Rapple agreed with the need to disrupt the evaluation process stating that publishers need to take action on research evaluation. Citations are the current means of metrics, but publishers need to keep in mind that there are many initiatives looking to change that.

A question was posed by an audience member, “With the hollowing out of technical prowess in many publishing organizations, publishers look to outside partners. How do you prioritize which disruptive path you go on?”

Nicholson responded that technology can actually be the easy part, it’s showing the benefits of the new idea that is really important. Start-ups and tech firms get the talent because they are working on an interesting problem. However, those organizations need to understand the traditions of the industry they are in and work within them. The change you are making has to be compelling. There was general agreement with these sentiments among the panel.

Onwuchekwa then asked, “What stops you from engaging in disruption?”

Rapple responded that when things start to change people start to freak out. People turn to what they are already doing and double down on what they already are doing. We need to bring people along with change. You need to continue doing what is making your company successful while being open to experimentation. You need to put aside 20% of your time and resources in to exploring new things.

Another question from the audience challenged Koellinger’s contention that publishers are responsible for setting the agenda, pointing out that editors and editorial boards are responsible for this.

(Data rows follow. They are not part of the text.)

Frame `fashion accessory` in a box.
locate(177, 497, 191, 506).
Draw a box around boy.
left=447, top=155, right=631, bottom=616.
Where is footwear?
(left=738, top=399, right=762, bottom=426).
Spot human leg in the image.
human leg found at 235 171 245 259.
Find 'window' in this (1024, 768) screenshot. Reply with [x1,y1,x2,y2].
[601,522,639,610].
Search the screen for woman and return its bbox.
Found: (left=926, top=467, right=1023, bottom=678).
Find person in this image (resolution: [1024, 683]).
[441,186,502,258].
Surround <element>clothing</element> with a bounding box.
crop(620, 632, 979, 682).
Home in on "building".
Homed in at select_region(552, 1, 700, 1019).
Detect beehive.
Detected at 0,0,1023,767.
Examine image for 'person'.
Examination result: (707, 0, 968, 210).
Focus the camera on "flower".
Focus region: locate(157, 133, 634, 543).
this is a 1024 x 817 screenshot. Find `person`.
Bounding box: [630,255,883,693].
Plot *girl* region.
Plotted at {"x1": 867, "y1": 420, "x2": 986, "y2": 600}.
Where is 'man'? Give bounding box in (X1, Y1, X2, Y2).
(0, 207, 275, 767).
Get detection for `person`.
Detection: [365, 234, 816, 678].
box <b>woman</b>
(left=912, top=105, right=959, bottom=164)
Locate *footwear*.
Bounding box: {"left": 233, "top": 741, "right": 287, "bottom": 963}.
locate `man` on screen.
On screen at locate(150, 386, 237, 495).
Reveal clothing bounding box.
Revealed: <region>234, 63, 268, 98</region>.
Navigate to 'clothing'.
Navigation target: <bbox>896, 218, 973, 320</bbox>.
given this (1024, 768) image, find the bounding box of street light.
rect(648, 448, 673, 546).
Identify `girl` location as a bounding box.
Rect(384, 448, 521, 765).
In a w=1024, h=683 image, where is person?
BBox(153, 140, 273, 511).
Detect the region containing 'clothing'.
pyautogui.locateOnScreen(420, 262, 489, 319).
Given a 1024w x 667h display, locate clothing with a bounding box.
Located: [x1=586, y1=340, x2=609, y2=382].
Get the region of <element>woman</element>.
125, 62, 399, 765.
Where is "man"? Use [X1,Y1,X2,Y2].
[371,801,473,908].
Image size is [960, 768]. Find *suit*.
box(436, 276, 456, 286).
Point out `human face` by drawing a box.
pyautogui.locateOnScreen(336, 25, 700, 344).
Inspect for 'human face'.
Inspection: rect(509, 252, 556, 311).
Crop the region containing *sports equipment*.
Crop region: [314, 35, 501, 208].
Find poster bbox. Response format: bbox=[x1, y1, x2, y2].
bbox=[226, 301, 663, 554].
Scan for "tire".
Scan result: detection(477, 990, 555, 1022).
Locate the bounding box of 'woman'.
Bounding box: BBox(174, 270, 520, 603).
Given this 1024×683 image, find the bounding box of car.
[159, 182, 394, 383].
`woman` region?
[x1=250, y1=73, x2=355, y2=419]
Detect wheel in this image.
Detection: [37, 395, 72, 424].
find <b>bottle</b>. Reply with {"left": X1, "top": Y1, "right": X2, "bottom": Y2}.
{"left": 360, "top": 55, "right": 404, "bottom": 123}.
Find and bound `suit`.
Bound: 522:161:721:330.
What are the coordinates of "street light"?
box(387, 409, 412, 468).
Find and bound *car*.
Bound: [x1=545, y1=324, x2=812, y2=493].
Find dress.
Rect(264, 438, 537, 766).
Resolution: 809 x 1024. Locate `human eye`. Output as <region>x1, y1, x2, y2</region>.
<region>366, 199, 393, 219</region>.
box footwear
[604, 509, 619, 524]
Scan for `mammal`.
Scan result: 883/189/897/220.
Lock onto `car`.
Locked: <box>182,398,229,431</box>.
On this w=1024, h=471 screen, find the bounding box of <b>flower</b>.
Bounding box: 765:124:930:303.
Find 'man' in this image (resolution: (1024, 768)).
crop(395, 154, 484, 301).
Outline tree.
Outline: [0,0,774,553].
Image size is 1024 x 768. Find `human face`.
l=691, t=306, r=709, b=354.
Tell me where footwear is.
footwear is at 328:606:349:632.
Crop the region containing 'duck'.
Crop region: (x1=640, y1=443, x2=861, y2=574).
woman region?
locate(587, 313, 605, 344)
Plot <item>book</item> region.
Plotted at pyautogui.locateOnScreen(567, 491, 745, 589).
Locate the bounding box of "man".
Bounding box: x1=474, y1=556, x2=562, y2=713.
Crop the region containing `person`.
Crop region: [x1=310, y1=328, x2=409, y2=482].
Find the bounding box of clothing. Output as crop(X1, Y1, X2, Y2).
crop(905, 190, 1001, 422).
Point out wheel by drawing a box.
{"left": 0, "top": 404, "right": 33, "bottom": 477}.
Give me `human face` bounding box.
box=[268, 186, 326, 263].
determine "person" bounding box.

Koellinger editors do have discretion. The journal focus on novelty is a problem, it comes at the expense of the robustness of the knowledge, and there needs to be new tools and new incentives. The editors need to support reproducibility.

Nicholson took up the charge for new tools and incentives noting that scite is helping to change how citations are used because scite shows qualitative information for references, revealing if citations are supportive, non-supportive or even retracted. The changes feel slow but it has to be because we are dealing with important research that effects lives. I all ideas were implemented it would be chaos.

The panel wrapped up discussing how oftentimes innovative projects are the purview of a small, exclusive team and are not visible to the entire organization. How can you get an entire organization to be innovative?  It was also noted that disruptive tools and services often get acquired by larger commercial organization, and there is a tendency for disruption to go away because in is not valued by the larger organization. Disruption and innovation is threatening to people who are not directly involved. You need to make the entire organization part of the innovation instead. Don’t’ talk about the innovators as “them”, talk about them as “we”.